There's no doubt in my mind that the M2 Ultra's internal storage has a big advantage in speed over any kind of external storage available today. But then the question of just how much of an advantage that turns out to be in terms of resulting RAM (and perhaps CPU) economy for midistration applications remains frustratingly obscure.
Apple quote only RAM bandwidth – a staggeringly fast 800 GB/s in the M2 Studio Ultra – with not a word on internal storage speed. We do know from a few user lab tests of earlier M1 MBP and M1 Mac Studio that internal storage speed was phenomenal - in certain cases much faster than a Thunderbolt 4 port can handle. But also, it seems Apple have being playing tunes with their choices of storage devices in various M1 Mac models - some later devices being significantly slower than the fastest early devices. My guess is that the tradeoff Apple is quietly struggling to optimise has a lot to do with build-cost versus so-called "virtual memory" performance, primarily in video editing applications. But let's not forget that for realtime applications - including midistration - virtual memory is not an effective workaround for lack of RAM, even in the M2 Ultra Studio. At best, virtual memory can only relieve marginal shortages of RAM in offline (i.e. non-realtime) work.
(Virtual memory uses storage instead of RAM whenever the system runs out of available RAM, and can be, up to a point, pretty much transparent in video editing, but much less so in midistration applications. I recall when our large VAX 11/780 cluster regularly drove hundreds of our software engineers into sulky frustration because our corporation - believing DEC's hype about virtual memory - had been stingy about buying RAM and so the VAX cluster often went too deep into slooow virtual memory!)
I'm waiting to hear from anyone who's used a very large midistration template in a very large production on an M2 Ultra Studio - specifically about total RAM usage reported by MacOS. But since I've seen up to around 50 GB RAM usage in my 6 year old 64 GB system, and because the price difference between 64 GB and 128 GB RAM isn't too colossal (currently £800), I'll be going for the 128 GB option.
As for internal storage options, I'd be wanting 8 TB. That's because currently my libraries are pushing 5 TB of external SSD, and on top of that I use 2 TB total for dual-bootable MacOS & applications-dedicated R/W SSD storage. (For printing audio and for backing up, coupling externally to today's fast, LARGE-capacity spinning-platter hard drives - e.g. Lacie D2 - will do nicely.)
Above all, I want BIG and FAST realtime sample streaming without slaves! And I believe the time for that has arrived thanks to the M2 Ultra Studio.
So all told, I'd be looking at forking out an extra £3000 for my preferred RAM and storage options; total:- £7200. OUCH!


- [TASK TO CARRY OUT]:
Tally the lines of the entries below that hold the word "root", and please give only the total.

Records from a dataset
------------------------------------------------------------------------

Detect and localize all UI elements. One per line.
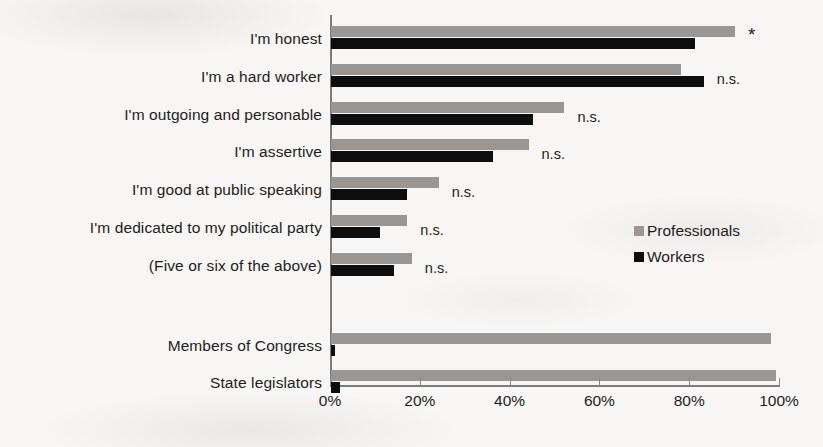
category-label: I'm a hard worker: [201, 69, 322, 85]
x-tick-mark: [330, 378, 331, 386]
significance-marker-ns: n.s.: [717, 72, 740, 86]
significance-marker-ns: n.s.: [452, 185, 475, 199]
x-tick-mark: [599, 378, 600, 386]
x-tick-mark: [420, 378, 421, 386]
category-label: Members of Congress: [168, 338, 322, 354]
significance-marker-ns: n.s.: [542, 147, 565, 161]
category-label: I'm assertive: [234, 144, 322, 160]
bar-workers: [331, 151, 493, 162]
x-tick-mark: [779, 378, 780, 386]
category-label: I'm outgoing and personable: [124, 107, 322, 123]
category-label: I'm good at public speaking: [132, 182, 322, 198]
x-axis-line: [330, 385, 780, 387]
bar-workers: [331, 189, 407, 200]
bar-professionals: [331, 102, 564, 113]
bar-professionals: [331, 370, 776, 381]
bar-workers: [331, 227, 380, 238]
x-tick-mark: [510, 378, 511, 386]
significance-marker-star: *: [748, 28, 755, 42]
x-tick-mark: [689, 378, 690, 386]
bar-workers: [331, 114, 533, 125]
category-label: I'm dedicated to my political party: [90, 220, 322, 236]
legend-swatch-wrk: [634, 252, 644, 262]
bar-workers: [331, 345, 335, 356]
bar-professionals: [331, 253, 412, 264]
horizontal-bar-chart: I'm honest*I'm a hard workern.s.I'm outg…: [0, 0, 823, 447]
bar-workers: [331, 76, 704, 87]
bar-professionals: [331, 139, 529, 150]
bar-professionals: [331, 333, 771, 344]
bar-workers: [331, 38, 695, 49]
bar-professionals: [331, 215, 407, 226]
bar-workers: [331, 265, 394, 276]
x-tick-label: 20%: [380, 393, 460, 409]
legend-label: Professionals: [647, 223, 740, 239]
x-tick-label: 0%: [290, 393, 370, 409]
bar-professionals: [331, 177, 439, 188]
significance-marker-ns: n.s.: [425, 261, 448, 275]
x-tick-label: 80%: [649, 393, 729, 409]
category-label: State legislators: [210, 375, 322, 391]
legend-label: Workers: [647, 249, 704, 265]
significance-marker-ns: n.s.: [577, 110, 600, 124]
bar-professionals: [331, 64, 681, 75]
bar-professionals: [331, 26, 735, 37]
x-tick-label: 100%: [739, 393, 819, 409]
significance-marker-ns: n.s.: [420, 223, 443, 237]
x-tick-label: 60%: [559, 393, 639, 409]
x-tick-label: 40%: [470, 393, 550, 409]
legend-swatch-pro: [634, 226, 644, 236]
category-label: (Five or six of the above): [149, 258, 322, 274]
category-label: I'm honest: [250, 31, 322, 47]
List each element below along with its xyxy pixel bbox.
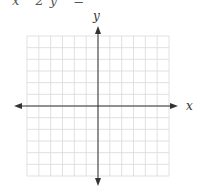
x-axis-left-arrow-icon <box>14 103 22 109</box>
coordinate-grid: x y <box>0 0 201 194</box>
x-axis-label: x <box>186 99 193 113</box>
y-axis-down-arrow-icon <box>95 178 101 186</box>
y-axis-label: y <box>92 9 100 23</box>
x-axis-right-arrow-icon <box>170 103 178 109</box>
y-axis-up-arrow-icon <box>95 26 101 34</box>
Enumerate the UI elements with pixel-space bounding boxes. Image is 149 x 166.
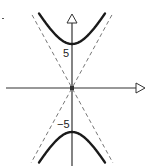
y-axis-arrow bbox=[67, 14, 77, 23]
origin-marker bbox=[70, 86, 74, 90]
y-tick-label-neg-5: −5 bbox=[57, 118, 70, 130]
y-tick-label-5: 5 bbox=[63, 47, 69, 59]
hyperbola-chart: 5 −5 bbox=[0, 0, 149, 166]
x-axis-arrow bbox=[136, 83, 145, 93]
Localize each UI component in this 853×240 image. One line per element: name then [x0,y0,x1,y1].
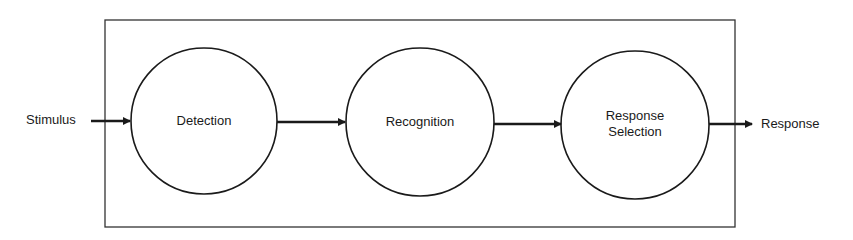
response-selection-label-line2: Selection [575,124,695,140]
recognition-label: Recognition [360,114,480,130]
stimulus-label: Stimulus [26,112,76,128]
response-selection-label-line1: Response [575,108,695,124]
response-selection-label: Response Selection [575,108,695,140]
detection-label: Detection [144,113,264,129]
response-output-label: Response [761,116,820,132]
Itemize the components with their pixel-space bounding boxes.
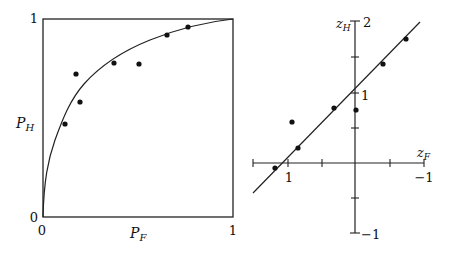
data-point [380, 61, 385, 66]
tick-x1: 1 [229, 223, 237, 238]
tick-yneg1: −1 [361, 227, 380, 242]
tick-x0: 0 [38, 223, 46, 238]
data-point [136, 61, 141, 66]
data-point [185, 24, 190, 29]
data-point [73, 71, 78, 76]
roc-plot: 1 0 0 1 PH PF [15, 11, 237, 243]
data-point [295, 145, 300, 150]
data-point [272, 165, 277, 170]
data-point [331, 105, 336, 110]
tick-y2: 2 [363, 15, 371, 30]
roc-curve [43, 19, 233, 217]
tick-y1: 1 [30, 11, 38, 26]
tick-x-pos1: 1 [285, 170, 293, 185]
tick-y0: 0 [30, 210, 38, 225]
z-x-axis-label: zF [416, 145, 431, 162]
figure: 1 0 0 1 PH PF [0, 0, 449, 253]
y-axis-label: PH [15, 115, 34, 133]
z-y-axis-label: zH [335, 16, 351, 33]
data-point [353, 107, 358, 112]
data-point [164, 32, 169, 37]
data-point [62, 121, 67, 126]
roc-plot-frame [43, 19, 233, 217]
data-point [403, 36, 408, 41]
z-plot: zH 2 1 −1 zF 1 −1 [253, 15, 434, 242]
data-point [289, 119, 294, 124]
data-point [77, 99, 82, 104]
roc-points [62, 24, 190, 126]
tick-y1: 1 [361, 88, 369, 103]
tick-x-neg1: −1 [414, 170, 433, 185]
data-point [111, 60, 116, 65]
x-axis-label: PF [129, 225, 147, 243]
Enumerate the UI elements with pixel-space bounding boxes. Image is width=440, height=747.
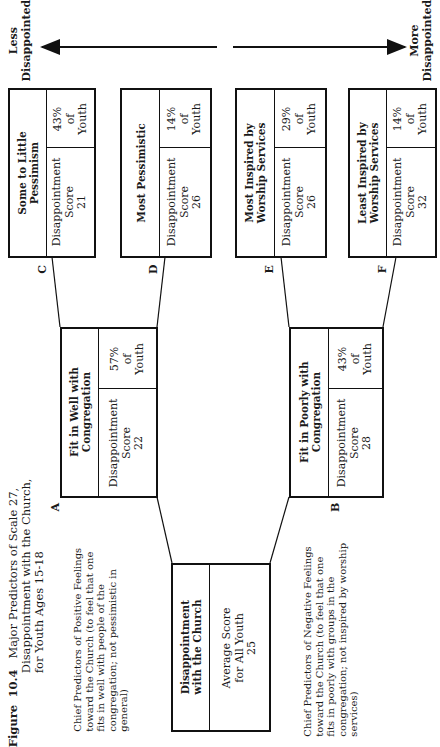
- negative-predictors-note: Chief Predictors of Negative Feelings to…: [296, 540, 366, 740]
- node-c-letter: C: [36, 262, 50, 276]
- note-line: Chief Predictors of Positive Feelings: [72, 548, 84, 732]
- node-score-label: Disappointment: [392, 158, 405, 247]
- note-line: Chief Predictors of Negative Feelings: [302, 543, 314, 737]
- node-pct: Youth: [417, 103, 430, 135]
- figure-title: Disappointment with the Church,: [19, 479, 32, 747]
- figure-title: for Youth Ages 15-18: [33, 479, 46, 747]
- root-title: with the Church: [191, 600, 203, 695]
- node-e-letter: E: [263, 262, 277, 276]
- more-disappointed-label: MoreDisappointed: [404, 0, 440, 82]
- less-label-line: Disappointed: [21, 0, 34, 82]
- node-score-label: Disappointment: [281, 158, 294, 247]
- note-line: congregation; not pessimistic in: [107, 548, 119, 732]
- node-title: Least Inspired by: [356, 122, 368, 224]
- node-pct: Youth: [362, 343, 375, 375]
- node-score: 21: [77, 158, 90, 247]
- figure-title: Major Predictors of Scale 27,: [5, 488, 19, 659]
- node-f-box: Least Inspired byWorship Services 14%ofY…: [348, 88, 437, 258]
- note-line: services): [348, 543, 360, 737]
- node-pct: of: [349, 343, 362, 375]
- note-line: congregation; not inspired by worship: [337, 543, 349, 737]
- root-box: Disappointmentwith the Church Average Sc…: [171, 563, 271, 732]
- node-pct: 29%: [281, 103, 294, 135]
- node-pct: 14%: [392, 103, 405, 135]
- root-score: 25: [246, 607, 259, 688]
- node-a-box: Fit in Well withCongregation 57%ofYouth …: [60, 327, 158, 498]
- node-title: Fit in Poorly with: [297, 362, 309, 464]
- node-title: Worship Services: [368, 122, 380, 224]
- node-a-letter: A: [49, 500, 63, 514]
- node-d-letter: D: [148, 262, 162, 276]
- root-title: Disappointment: [179, 600, 191, 695]
- node-title: Most Inspired by: [243, 123, 255, 224]
- node-title: Congregation: [80, 368, 92, 458]
- node-title: Pessimism: [28, 131, 40, 214]
- node-pct: of: [121, 343, 134, 375]
- node-title: Fit in Well with: [68, 368, 80, 458]
- node-pct: Youth: [134, 343, 147, 375]
- note-line: general): [118, 548, 130, 732]
- node-score-label: Disappointment: [109, 398, 122, 487]
- node-b-box: Fit in Poorly withCongregation 43%ofYout…: [289, 327, 384, 498]
- node-score-label: Score: [294, 158, 307, 247]
- more-label-line: More: [409, 0, 422, 82]
- note-line: fits in well with people of the: [95, 548, 107, 732]
- node-pct: Youth: [77, 103, 90, 135]
- node-title: Some to Little: [16, 131, 28, 214]
- node-b-letter: B: [330, 500, 344, 514]
- node-score-label: Score: [405, 158, 418, 247]
- node-pct: 14%: [166, 103, 179, 135]
- node-pct: 43%: [337, 343, 350, 375]
- node-pct: 43%: [52, 103, 65, 135]
- node-title: Congregation: [310, 362, 322, 464]
- node-c-box: Some to LittlePessimism 43%ofYouth Disap…: [8, 88, 96, 258]
- node-score: 28: [362, 398, 375, 487]
- node-score: 22: [134, 398, 147, 487]
- node-score-label: Disappointment: [337, 398, 350, 487]
- node-e-box: Most Inspired byWorship Services 29%ofYo…: [235, 88, 327, 258]
- node-pct: 57%: [109, 343, 122, 375]
- note-line: toward the Church (to feel that one: [84, 548, 96, 732]
- node-score-label: Score: [179, 158, 192, 247]
- note-line: fits in poorly with groups in the: [325, 543, 337, 737]
- more-label-line: Disappointed: [422, 0, 435, 82]
- node-pct: of: [64, 103, 77, 135]
- figure-caption: Figure 10.4 Major Predictors of Scale 27…: [2, 488, 50, 738]
- figure-number: 10.4: [5, 670, 19, 698]
- less-disappointed-label: LessDisappointed: [0, 0, 42, 82]
- node-pct: Youth: [306, 103, 319, 135]
- node-score: 32: [417, 158, 430, 247]
- root-body: Average Score: [221, 607, 234, 688]
- node-score: 26: [191, 158, 204, 247]
- node-score-label: Disappointment: [166, 158, 179, 247]
- note-line: toward the Church (to feel that one: [314, 543, 326, 737]
- node-title: Most Pessimistic: [134, 123, 146, 222]
- node-score-label: Disappointment: [52, 158, 65, 247]
- node-f-letter: F: [376, 262, 390, 276]
- node-d-box: Most Pessimistic 14%ofYouth Disappointme…: [120, 88, 212, 258]
- positive-predictors-note: Chief Predictors of Positive Feelings to…: [68, 545, 134, 735]
- node-title: Worship Services: [256, 123, 268, 224]
- node-score: 26: [306, 158, 319, 247]
- less-label-line: Less: [8, 0, 21, 82]
- figure-label: Figure: [5, 705, 19, 747]
- node-pct: Youth: [191, 103, 204, 135]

------------------------------------------------------------------------

- [SOLUTION FOR THIS EXERCISE]:
5